Love is a warm brain, not a leaping heart.

Hate misleads, fear distorts and love blinds.

To the discovered, the discoverer can be a god.

Between a gasp and a sigh, a life can change forever.

Your life is a blank, and you're barely a shade across it.

Dreams are life, real life, not simply reflections. Dreams are honest.

Humans crave knowledge, and when that craving ends, we are no longer human.

At the heart of any poor soul not at one with the Force, there is only void.

Love is harsh, and it consumes. And more than anything, it demands sacrifice.

Real fear is like intense pain. It's there to warn you something's truly wrong.

If you do not fear God, then fear your dreams, because they're how He talks to you.

The Force is neither light nor dark, master nor slave, but a balance between extremes.

Do you have to feel something for it to be real or mean anything? Can you touch your dreams, taste your imagination.

I like to think I'm positive and optimistic about things generally, but what I write does tend towards the darker end of the spectrum.

Voyaging great distances -- through forests, from island to island, across plains and into the mountains -- is all about finding ourselves.

Nature is a big influence on my work. That's where the cosmic element comes in, an awareness of the relevance of what we do as a species, why we do it, and its implications.

Any writer takes inspiration from what they read and watch, and over their career works on forming their own voice. I think it was probably Stephen King who made me want to become a writer.

The reaction to death is sometimes as violent as death itself. Shock throws a cautious coolness over your senses, but your stomach still has knots, your skin stings as if the Reaper is glaring at you as well.

Get an agent. Seriously, submitting stuff unagented means it will end up on the slush pile. An agent is the first quality filter, and a good agent is worth his or her weight in gold, as they'll often know the editors on a personal level and will be able to talk to them directly about the project.

The future and the past are equally meaningless because they are nebulous entities, times that do not exist, containing events which have no echo because they are gone, or which hold no import because they are yet to happen. What is important is the here and now, and now, and now, and the spaces between the nows.

There's no denying that the way horror has been packaged in the past has done it no favours. Lurid black covers adorned with skulls, corpses crawling with insects and scantily clad maidens being chewed into by vampires -- all good clean fun, but it doesn't do much to give the genre an air of respectability or seriousness to the casual browser.

Growing up closes so many doors. The modern world doesn't allow for miracles, so we don't see them. It's a very precious gift, an open mind, but it's not passive. You've got to nurture it like a bed of roses; otherwise it will wither and die. Make sure you don't close off your mind to things you find strange. Sometimes they may be the only truth.

I tend to believe that computers are drawing kids -- and adults -- away from reading purely because they provide an alternative, vast source of spare-time amusement and entertainment. I recently heard a frightening statistic: there are less than one million true readers in this country (those who read every day instead of one book per year on a beach). Terrifying.

Fate knows all about you, it knows your fears and your weaknesses and your confidences and strengths, and it can be ready for all of them when it decides that the time is right. It can move you like a pawn in a terrible game of chess, sacrifice you for the good of others, drop you from a building you should never have been inside, give you a disease that no one has ever heard of. Luck and chance are impartial. Fate is active. It picks on people. Almost as if it thinks about things too much.

It wasn't a case of me sitting down and thinking, right then, what shall I do with my life? Airline pilot? Plumber? Guitar manufacturer? Writer .... yeah, writer. I've always loved writing, from a very early age--I guess I was writing my first stories when I was still in single digits. It progressed, and the love of writing grew in my mind and is still growing. Doing it full-time, there are different stresses and tensions, and the business side of it comes to the fore sometimes. But I still love it, and I'm always thankful that I can do what I do and make a living from it.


* _PROBLEM DESCRIPTION_
The lines needed are those from the start of the records through the line holding "Task: Click on the div: Captcha", each copied exactly.
★ ★ ★ ★ ★ ★ ★
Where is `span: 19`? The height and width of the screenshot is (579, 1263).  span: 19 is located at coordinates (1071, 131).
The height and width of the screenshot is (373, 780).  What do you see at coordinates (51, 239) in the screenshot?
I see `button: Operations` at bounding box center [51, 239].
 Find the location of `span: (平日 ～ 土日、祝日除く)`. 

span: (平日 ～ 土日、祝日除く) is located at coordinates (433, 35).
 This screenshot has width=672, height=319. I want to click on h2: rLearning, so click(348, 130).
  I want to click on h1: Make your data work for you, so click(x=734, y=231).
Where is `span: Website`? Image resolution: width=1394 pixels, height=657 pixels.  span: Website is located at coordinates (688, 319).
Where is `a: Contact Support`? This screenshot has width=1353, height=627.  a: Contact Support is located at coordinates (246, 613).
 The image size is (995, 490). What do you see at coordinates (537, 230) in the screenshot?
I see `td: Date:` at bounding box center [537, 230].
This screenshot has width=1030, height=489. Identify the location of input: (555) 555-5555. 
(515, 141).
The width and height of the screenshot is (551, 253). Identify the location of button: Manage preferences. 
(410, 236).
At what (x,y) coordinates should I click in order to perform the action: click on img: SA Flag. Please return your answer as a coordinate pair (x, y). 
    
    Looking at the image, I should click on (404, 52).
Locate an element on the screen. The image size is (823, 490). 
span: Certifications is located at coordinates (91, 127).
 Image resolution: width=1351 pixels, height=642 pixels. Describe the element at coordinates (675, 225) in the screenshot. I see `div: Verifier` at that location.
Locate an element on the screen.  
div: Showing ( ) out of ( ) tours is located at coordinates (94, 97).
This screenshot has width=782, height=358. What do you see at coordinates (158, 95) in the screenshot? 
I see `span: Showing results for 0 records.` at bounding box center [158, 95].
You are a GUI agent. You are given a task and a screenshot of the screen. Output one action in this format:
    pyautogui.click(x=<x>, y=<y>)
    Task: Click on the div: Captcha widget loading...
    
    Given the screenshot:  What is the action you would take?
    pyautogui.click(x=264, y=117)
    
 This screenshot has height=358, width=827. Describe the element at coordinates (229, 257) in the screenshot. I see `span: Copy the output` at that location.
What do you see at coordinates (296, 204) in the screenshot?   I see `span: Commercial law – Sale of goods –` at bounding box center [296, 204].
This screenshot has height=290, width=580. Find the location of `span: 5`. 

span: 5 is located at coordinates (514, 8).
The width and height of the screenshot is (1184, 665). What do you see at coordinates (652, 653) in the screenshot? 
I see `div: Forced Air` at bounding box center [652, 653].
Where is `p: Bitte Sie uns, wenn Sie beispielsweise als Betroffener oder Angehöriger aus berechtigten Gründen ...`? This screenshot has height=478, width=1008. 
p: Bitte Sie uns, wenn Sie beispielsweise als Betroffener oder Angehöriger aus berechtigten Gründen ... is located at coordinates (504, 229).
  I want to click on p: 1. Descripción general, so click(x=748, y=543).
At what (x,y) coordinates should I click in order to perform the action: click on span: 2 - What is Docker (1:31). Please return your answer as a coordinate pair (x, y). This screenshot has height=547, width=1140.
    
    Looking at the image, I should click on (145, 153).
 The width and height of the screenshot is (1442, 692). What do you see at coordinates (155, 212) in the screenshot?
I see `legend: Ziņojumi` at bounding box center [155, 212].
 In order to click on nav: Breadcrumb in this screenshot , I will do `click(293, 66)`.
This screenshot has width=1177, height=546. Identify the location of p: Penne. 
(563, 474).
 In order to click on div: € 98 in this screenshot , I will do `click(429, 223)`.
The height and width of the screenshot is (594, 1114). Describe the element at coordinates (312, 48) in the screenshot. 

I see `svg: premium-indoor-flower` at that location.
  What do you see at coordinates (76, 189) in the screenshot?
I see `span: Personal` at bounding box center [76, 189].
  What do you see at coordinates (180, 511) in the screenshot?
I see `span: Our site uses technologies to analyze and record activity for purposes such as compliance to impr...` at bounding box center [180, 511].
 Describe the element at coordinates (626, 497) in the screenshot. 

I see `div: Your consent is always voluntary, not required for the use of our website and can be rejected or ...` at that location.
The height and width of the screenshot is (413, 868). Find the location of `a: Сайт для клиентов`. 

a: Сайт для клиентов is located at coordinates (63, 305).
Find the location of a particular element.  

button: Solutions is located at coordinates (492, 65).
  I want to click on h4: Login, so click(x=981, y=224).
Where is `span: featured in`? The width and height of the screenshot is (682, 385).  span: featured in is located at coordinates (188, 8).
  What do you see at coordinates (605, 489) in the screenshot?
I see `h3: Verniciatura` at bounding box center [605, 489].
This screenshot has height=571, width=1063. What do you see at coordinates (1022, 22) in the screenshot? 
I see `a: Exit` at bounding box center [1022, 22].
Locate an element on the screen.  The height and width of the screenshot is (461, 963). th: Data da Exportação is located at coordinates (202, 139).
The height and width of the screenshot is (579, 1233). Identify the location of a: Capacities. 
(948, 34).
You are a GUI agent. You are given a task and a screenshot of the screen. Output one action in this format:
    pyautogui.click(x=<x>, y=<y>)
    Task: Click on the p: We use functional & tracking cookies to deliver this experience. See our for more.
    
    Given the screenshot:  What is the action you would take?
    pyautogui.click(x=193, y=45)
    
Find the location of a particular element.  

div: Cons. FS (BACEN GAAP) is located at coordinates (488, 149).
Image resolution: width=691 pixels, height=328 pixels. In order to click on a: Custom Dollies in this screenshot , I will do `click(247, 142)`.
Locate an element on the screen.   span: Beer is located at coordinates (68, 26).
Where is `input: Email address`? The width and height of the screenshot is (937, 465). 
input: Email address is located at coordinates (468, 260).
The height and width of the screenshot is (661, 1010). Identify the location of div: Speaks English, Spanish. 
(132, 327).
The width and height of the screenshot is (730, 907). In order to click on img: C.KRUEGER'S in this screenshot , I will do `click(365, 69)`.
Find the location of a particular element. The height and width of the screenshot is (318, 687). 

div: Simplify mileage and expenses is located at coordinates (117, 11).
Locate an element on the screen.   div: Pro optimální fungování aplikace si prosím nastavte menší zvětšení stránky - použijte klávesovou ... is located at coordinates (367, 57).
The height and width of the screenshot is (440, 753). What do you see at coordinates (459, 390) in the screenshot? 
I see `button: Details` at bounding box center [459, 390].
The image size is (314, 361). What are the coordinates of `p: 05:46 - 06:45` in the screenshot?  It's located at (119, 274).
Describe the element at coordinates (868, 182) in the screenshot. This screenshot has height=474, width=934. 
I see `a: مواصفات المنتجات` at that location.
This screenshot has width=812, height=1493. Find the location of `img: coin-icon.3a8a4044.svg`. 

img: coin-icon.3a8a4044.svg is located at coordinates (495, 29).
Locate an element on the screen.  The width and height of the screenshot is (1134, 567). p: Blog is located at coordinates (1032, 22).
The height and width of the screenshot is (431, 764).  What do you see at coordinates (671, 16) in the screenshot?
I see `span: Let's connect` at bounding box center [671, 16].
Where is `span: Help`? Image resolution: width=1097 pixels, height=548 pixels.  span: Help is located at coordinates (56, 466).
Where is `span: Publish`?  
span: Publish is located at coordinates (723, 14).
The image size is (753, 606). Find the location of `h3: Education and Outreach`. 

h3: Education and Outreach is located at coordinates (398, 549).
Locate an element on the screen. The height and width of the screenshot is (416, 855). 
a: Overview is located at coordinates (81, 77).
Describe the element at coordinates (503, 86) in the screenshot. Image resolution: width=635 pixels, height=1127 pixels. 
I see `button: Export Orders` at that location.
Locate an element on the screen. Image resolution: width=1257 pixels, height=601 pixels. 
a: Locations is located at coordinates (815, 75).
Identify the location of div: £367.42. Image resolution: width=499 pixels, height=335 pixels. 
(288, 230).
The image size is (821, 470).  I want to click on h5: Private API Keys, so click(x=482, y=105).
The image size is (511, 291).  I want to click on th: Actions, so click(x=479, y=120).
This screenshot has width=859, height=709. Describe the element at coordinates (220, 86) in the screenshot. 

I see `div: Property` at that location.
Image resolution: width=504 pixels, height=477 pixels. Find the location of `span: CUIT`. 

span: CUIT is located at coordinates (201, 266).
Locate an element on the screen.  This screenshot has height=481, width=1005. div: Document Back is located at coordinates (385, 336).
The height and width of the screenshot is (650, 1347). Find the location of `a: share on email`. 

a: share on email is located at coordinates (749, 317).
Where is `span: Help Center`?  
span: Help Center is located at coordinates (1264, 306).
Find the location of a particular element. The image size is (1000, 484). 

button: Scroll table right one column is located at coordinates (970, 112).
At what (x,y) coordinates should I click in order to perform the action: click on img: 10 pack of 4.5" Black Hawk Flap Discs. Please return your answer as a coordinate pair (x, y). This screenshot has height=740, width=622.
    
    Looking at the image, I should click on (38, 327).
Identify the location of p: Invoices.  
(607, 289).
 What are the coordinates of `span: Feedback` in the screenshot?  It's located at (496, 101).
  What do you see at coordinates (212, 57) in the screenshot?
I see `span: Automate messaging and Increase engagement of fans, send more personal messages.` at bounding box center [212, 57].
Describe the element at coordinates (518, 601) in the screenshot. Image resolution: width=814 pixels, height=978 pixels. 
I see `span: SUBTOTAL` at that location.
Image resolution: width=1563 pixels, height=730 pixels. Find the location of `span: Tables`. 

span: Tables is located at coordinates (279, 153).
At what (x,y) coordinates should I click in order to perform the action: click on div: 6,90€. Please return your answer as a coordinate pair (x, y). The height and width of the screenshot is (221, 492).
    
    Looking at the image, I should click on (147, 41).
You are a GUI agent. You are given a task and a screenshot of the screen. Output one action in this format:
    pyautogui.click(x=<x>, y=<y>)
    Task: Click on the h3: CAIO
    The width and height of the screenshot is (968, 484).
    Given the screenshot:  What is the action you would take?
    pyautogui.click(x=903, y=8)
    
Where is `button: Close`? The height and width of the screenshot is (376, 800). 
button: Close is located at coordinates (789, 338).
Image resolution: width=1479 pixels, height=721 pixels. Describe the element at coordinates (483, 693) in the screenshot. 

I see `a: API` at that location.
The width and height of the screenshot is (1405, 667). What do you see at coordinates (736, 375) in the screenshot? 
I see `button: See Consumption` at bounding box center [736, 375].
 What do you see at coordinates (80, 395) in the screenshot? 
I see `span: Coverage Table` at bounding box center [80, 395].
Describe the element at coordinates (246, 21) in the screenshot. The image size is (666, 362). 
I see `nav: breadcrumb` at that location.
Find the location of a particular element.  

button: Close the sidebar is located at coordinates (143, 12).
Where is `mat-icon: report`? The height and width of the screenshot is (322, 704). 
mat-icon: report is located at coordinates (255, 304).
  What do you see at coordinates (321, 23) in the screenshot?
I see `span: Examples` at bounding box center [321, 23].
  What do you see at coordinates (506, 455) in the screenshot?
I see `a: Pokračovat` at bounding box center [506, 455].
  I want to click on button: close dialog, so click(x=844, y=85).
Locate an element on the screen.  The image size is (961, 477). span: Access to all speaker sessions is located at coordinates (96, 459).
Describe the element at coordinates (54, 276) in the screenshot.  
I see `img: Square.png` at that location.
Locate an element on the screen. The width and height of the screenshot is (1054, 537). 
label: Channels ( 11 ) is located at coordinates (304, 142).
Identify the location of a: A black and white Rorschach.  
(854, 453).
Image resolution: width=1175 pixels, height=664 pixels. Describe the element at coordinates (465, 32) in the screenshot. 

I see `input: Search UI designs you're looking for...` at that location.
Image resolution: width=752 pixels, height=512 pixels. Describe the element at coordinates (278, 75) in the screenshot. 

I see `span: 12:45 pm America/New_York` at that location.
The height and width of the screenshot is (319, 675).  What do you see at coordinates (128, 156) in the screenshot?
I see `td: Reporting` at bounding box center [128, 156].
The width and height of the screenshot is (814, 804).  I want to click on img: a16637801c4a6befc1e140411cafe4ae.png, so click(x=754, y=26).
★ ★ ★ ★ ★ ★ ★
* _RESULT FOR THIS TASK_
Where is `span: 19`? The height and width of the screenshot is (579, 1263).  span: 19 is located at coordinates (1071, 131).
The height and width of the screenshot is (373, 780).  What do you see at coordinates (51, 239) in the screenshot?
I see `button: Operations` at bounding box center [51, 239].
 Find the location of `span: (平日 ～ 土日、祝日除く)`. 

span: (平日 ～ 土日、祝日除く) is located at coordinates (433, 35).
 This screenshot has width=672, height=319. I want to click on h2: rLearning, so click(348, 130).
  I want to click on h1: Make your data work for you, so click(x=734, y=231).
Where is `span: Website`? Image resolution: width=1394 pixels, height=657 pixels.  span: Website is located at coordinates (688, 319).
Where is `a: Contact Support`? This screenshot has width=1353, height=627.  a: Contact Support is located at coordinates (246, 613).
 The image size is (995, 490). What do you see at coordinates (537, 230) in the screenshot?
I see `td: Date:` at bounding box center [537, 230].
This screenshot has width=1030, height=489. Identify the location of input: (555) 555-5555. 
(515, 141).
The width and height of the screenshot is (551, 253). Identify the location of button: Manage preferences. 
(410, 236).
At what (x,y) coordinates should I click in order to perform the action: click on img: SA Flag. Please return your answer as a coordinate pair (x, y). 
    
    Looking at the image, I should click on (404, 52).
Locate an element on the screen. The image size is (823, 490). 
span: Certifications is located at coordinates (91, 127).
 Image resolution: width=1351 pixels, height=642 pixels. Describe the element at coordinates (675, 225) in the screenshot. I see `div: Verifier` at that location.
Locate an element on the screen.  
div: Showing ( ) out of ( ) tours is located at coordinates (94, 97).
This screenshot has width=782, height=358. What do you see at coordinates (158, 95) in the screenshot? 
I see `span: Showing results for 0 records.` at bounding box center [158, 95].
You are a GUI agent. You are given a task and a screenshot of the screen. Output one action in this format:
    pyautogui.click(x=<x>, y=<y>)
    Task: Click on the div: Captcha widget loading...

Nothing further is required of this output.